A key part of drilling and tapping new oil wells is the use of specialized cements to line the borehole and prevent collapse and leakage of the hole. To keep these cements from hardening too quickly before they penetrate to the deepest levels of the well, they are mixed with chemicals called retarders that slow down the setting process.
It's been hard to study the way these retarders work, however, because the process happens at extreme pressures and temperatures that are hard to reproduce at the surface.
Now, researchers at MIT and elsewhere have developed new techniques for observing the setting process in microscopic detail, an advance that they say could lead to the development of new formulations specifically designed for the conditions of a given well location. This could go a long way toward addressing the problems of methane leakage and well collapse that can occur with today's formulations.
Their findings appear in the journal Cement and Concrete Research, in a paper by MIT Professor Oral Buyukozturk, MIT research scientist Kunal Kupwade-Patil, and eight others at the Aramco Research Center in Texas and at Oak Ridge National Laboratory (ORNL) in Tennessee.
"There are hundreds of different mixtures" of cement currently in use, says Buyukozturk, who is the George Macomber Professor of Civil and Environmental Engineering at MIT. The new methods developed by this team for observing how these different formulations behave during the setting process "open a new environment for research and innovation" in developing these specialized cements, he says.
The cement used to seal the lining of oil wells often has to set hundreds or even thousands of meters below the surface, under extreme conditions and in the presence of various corrosive chemicals. Studies of retarders have typically been done by removing samples of the cured cement from a well for testing in the lab, but such tests do not reveal the details of the sequence of chemical changes taking place during the curing process.

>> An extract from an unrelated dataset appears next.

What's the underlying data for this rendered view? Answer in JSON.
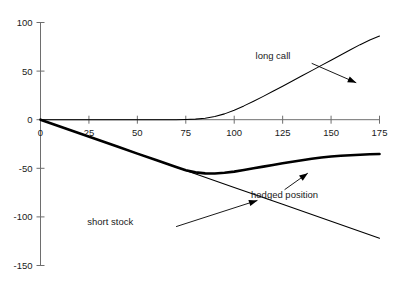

The new method uses a unique detector setup at Oak Ridge National Laboratory called the Nanoscale Ordered Materials Diffractometer, or NOMAD, which is used to carry out a process called Neutron Pair Distribution Function analysis, or PDF. This technique can examine in situ the distribution of pairs of atoms in the material that mimic realistic conditions that are encountered in a real oil well at depth.
"NOMAD is perfectly suited to study complex structural problems such as understanding hydration in concrete, because of its high flux and the sensitivity of neutrons to light elements such as hydrogen," says Thomas Proffen of ORNL, a co-author of the paper.
The experiments revealed that the primary mechanism at work in widely used retarder materials is the depletion of calcium ions, a key component in the hardening process, within the setting cement. With fewer calcium ions present, the solidifying process is dramatically slowed down. This knowledge should help experimenters to identify different chemical additives that can produce this same effect.
When oil wells are drilled, the next step is to insert a steel casing to protect the integrity of the borehole, preventing loose material from collapsing into the well and causing blockages. These casings also prevent the oil and gas, which is under high pressure, from escaping out into the surrounding rock and soil and migrating to the surface, where leakage of methane can play a significant role in contributing to climate change. But there is always a space, which ranges up to a few inches, between the casing and the borehole. This space must be fully filled with cement slurry to prevent leakage and protect the steel lining from exposure to water and corrosive chemicals that could cause it to fail.
Methane is a much stronger greenhouse gas than carbon dioxide, so limiting its escape is a crucial step toward limiting the contribution of oil and gas wells to global warming.
"The methane, water, and all sorts of different chemicals down there [in the well] create a corrosion problem," Buyukozturk says. "Also, the well bore circumferential area is next to parts of the Earth's crust that have instabilities, so material could tumble into the hole and damage the casing." The way to prevent these instabilities is to pump cement through the casing into the area between the well bore and the casing, which provides "zonal isolation." The cement then provides a hydraulic seal to keep any water and other fluids away from the casing.
But the high temperatures and pressures found at depth present an environment that is "the worst thing you can do to a material," he says, so it is crucial to understand just how the material and its chemical properties are affected by these harsh surroundings as they do their job of sealing the well.
This new method of studying the setting process provides a way "to precisely understand this process, so we can engineer the next generation of retardants," says Kupwade-Patil, lead author of this paper. "These retardants are very important," not only for protecting the environment but also for preventing serious economic losses from a damaged or leaking well. "Loss of the seal is serious, so you can't afford to make a mistake" in the cement sealing process, he says.
"After obtaining my Ph.D., about 30 years ago, my first job was to improve the quality of oil-well cementing," says Paulo Monteiro, the Roy W. Carlson Distinguished Professor of Civil and Environmental Engineering at the University of California at Berkeley, who was not involved in this work. "At that time there were limited sophisticated characterization techniques, so it is a real pleasure to see X-ray and neutron total scattering methods being applied to study the hydration of oil-well cements in the presence of chemical admixtures." He adds that these new methods have "the potential to guide the development of tailor-made admixtures that can significantly improve the performance of oil-well cementing."